# Task prompt
Below are the records; they must be reproduced verbatim.
--- Exercise data Enclosed Below ---
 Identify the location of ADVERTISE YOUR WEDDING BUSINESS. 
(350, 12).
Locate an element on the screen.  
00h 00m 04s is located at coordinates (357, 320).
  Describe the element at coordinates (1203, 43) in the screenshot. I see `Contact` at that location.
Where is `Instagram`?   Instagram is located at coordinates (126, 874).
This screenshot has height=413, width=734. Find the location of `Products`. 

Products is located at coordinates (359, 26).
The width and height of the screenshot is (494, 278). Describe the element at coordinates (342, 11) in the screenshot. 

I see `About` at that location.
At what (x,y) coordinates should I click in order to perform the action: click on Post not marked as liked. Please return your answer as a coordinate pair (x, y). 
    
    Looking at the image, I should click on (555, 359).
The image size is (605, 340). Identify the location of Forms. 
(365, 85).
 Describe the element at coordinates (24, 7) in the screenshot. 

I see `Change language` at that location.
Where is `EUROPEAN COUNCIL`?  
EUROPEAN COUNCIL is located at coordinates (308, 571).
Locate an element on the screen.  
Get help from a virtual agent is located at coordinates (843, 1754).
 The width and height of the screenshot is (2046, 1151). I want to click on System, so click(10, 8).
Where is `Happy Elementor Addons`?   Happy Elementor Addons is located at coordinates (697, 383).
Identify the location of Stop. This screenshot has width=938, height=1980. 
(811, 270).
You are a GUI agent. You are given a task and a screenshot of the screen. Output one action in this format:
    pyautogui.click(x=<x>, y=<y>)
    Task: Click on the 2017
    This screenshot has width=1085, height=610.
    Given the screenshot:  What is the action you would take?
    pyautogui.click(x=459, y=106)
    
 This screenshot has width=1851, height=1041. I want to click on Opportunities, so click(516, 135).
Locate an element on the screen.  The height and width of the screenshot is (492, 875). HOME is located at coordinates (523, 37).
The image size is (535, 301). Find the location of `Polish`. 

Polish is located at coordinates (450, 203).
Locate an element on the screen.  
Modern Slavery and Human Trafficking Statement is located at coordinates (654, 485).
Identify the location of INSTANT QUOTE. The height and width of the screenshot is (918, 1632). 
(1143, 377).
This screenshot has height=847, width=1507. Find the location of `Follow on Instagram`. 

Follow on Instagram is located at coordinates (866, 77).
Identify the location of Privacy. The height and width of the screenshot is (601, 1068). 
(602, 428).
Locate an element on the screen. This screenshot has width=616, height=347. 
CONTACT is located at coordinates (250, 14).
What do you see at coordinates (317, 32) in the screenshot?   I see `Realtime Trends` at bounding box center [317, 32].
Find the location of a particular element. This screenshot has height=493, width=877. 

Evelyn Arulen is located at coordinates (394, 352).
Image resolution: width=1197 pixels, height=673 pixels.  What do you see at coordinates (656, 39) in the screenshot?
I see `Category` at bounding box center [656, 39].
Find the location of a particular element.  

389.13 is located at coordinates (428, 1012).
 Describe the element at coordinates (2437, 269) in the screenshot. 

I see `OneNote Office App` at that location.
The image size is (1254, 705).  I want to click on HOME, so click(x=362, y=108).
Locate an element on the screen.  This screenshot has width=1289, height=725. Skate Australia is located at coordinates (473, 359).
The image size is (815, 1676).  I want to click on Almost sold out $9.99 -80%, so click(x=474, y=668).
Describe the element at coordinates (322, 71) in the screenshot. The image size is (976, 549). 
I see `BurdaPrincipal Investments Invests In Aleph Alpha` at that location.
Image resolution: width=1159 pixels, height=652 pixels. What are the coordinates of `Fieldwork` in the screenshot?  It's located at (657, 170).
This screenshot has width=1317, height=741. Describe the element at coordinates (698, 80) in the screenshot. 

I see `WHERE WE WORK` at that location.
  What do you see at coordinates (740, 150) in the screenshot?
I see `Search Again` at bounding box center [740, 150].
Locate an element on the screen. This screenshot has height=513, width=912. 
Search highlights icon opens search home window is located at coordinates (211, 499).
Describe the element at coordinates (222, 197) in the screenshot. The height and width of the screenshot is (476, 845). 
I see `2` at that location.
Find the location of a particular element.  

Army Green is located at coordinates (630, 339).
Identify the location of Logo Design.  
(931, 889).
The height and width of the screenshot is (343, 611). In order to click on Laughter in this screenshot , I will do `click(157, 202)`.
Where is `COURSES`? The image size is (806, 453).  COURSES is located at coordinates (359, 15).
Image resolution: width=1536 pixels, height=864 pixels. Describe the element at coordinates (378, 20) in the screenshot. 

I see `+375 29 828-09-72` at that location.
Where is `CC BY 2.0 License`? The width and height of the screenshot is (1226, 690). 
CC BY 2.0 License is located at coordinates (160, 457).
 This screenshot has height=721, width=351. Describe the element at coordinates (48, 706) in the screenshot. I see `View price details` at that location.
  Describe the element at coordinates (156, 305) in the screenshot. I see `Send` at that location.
--- End of Enclosed Exercise data ---
# Your solution
 Identify the location of ADVERTISE YOUR WEDDING BUSINESS. 
(350, 12).
Locate an element on the screen.  
00h 00m 04s is located at coordinates (357, 320).
  Describe the element at coordinates (1203, 43) in the screenshot. I see `Contact` at that location.
Where is `Instagram`?   Instagram is located at coordinates (126, 874).
This screenshot has height=413, width=734. Find the location of `Products`. 

Products is located at coordinates (359, 26).
The width and height of the screenshot is (494, 278). Describe the element at coordinates (342, 11) in the screenshot. 

I see `About` at that location.
At what (x,y) coordinates should I click in order to perform the action: click on Post not marked as liked. Please return your answer as a coordinate pair (x, y). 
    
    Looking at the image, I should click on (555, 359).
The image size is (605, 340). Identify the location of Forms. 
(365, 85).
 Describe the element at coordinates (24, 7) in the screenshot. 

I see `Change language` at that location.
Where is `EUROPEAN COUNCIL`?  
EUROPEAN COUNCIL is located at coordinates (308, 571).
Locate an element on the screen.  
Get help from a virtual agent is located at coordinates (843, 1754).
 The width and height of the screenshot is (2046, 1151). I want to click on System, so click(10, 8).
Where is `Happy Elementor Addons`?   Happy Elementor Addons is located at coordinates (697, 383).
Identify the location of Stop. This screenshot has width=938, height=1980. 
(811, 270).
You are a GUI agent. You are given a task and a screenshot of the screen. Output one action in this format:
    pyautogui.click(x=<x>, y=<y>)
    Task: Click on the 2017
    This screenshot has width=1085, height=610.
    Given the screenshot:  What is the action you would take?
    pyautogui.click(x=459, y=106)
    
 This screenshot has width=1851, height=1041. I want to click on Opportunities, so click(516, 135).
Locate an element on the screen.  The height and width of the screenshot is (492, 875). HOME is located at coordinates (523, 37).
The image size is (535, 301). Find the location of `Polish`. 

Polish is located at coordinates (450, 203).
Locate an element on the screen.  
Modern Slavery and Human Trafficking Statement is located at coordinates (654, 485).
Identify the location of INSTANT QUOTE. The height and width of the screenshot is (918, 1632). 
(1143, 377).
This screenshot has height=847, width=1507. Find the location of `Follow on Instagram`. 

Follow on Instagram is located at coordinates (866, 77).
Identify the location of Privacy. The height and width of the screenshot is (601, 1068). 
(602, 428).
Locate an element on the screen. This screenshot has width=616, height=347. 
CONTACT is located at coordinates (250, 14).
What do you see at coordinates (317, 32) in the screenshot?   I see `Realtime Trends` at bounding box center [317, 32].
Find the location of a particular element. This screenshot has height=493, width=877. 

Evelyn Arulen is located at coordinates (394, 352).
Image resolution: width=1197 pixels, height=673 pixels.  What do you see at coordinates (656, 39) in the screenshot?
I see `Category` at bounding box center [656, 39].
Find the location of a particular element.  

389.13 is located at coordinates (428, 1012).
 Describe the element at coordinates (2437, 269) in the screenshot. 

I see `OneNote Office App` at that location.
The image size is (1254, 705).  I want to click on HOME, so click(x=362, y=108).
Locate an element on the screen.  This screenshot has width=1289, height=725. Skate Australia is located at coordinates (473, 359).
The image size is (815, 1676).  I want to click on Almost sold out $9.99 -80%, so click(x=474, y=668).
Describe the element at coordinates (322, 71) in the screenshot. The image size is (976, 549). 
I see `BurdaPrincipal Investments Invests In Aleph Alpha` at that location.
Image resolution: width=1159 pixels, height=652 pixels. What are the coordinates of `Fieldwork` in the screenshot?  It's located at (657, 170).
This screenshot has width=1317, height=741. Describe the element at coordinates (698, 80) in the screenshot. 

I see `WHERE WE WORK` at that location.
  What do you see at coordinates (740, 150) in the screenshot?
I see `Search Again` at bounding box center [740, 150].
Locate an element on the screen. This screenshot has height=513, width=912. 
Search highlights icon opens search home window is located at coordinates (211, 499).
Describe the element at coordinates (222, 197) in the screenshot. The height and width of the screenshot is (476, 845). 
I see `2` at that location.
Find the location of a particular element.  

Army Green is located at coordinates (630, 339).
Identify the location of Logo Design.  
(931, 889).
The height and width of the screenshot is (343, 611). In order to click on Laughter in this screenshot , I will do `click(157, 202)`.
Where is `COURSES`? The image size is (806, 453).  COURSES is located at coordinates (359, 15).
Image resolution: width=1536 pixels, height=864 pixels. Describe the element at coordinates (378, 20) in the screenshot. 

I see `+375 29 828-09-72` at that location.
Where is `CC BY 2.0 License`? The width and height of the screenshot is (1226, 690). 
CC BY 2.0 License is located at coordinates (160, 457).
 This screenshot has height=721, width=351. Describe the element at coordinates (48, 706) in the screenshot. I see `View price details` at that location.
  Describe the element at coordinates (156, 305) in the screenshot. I see `Send` at that location.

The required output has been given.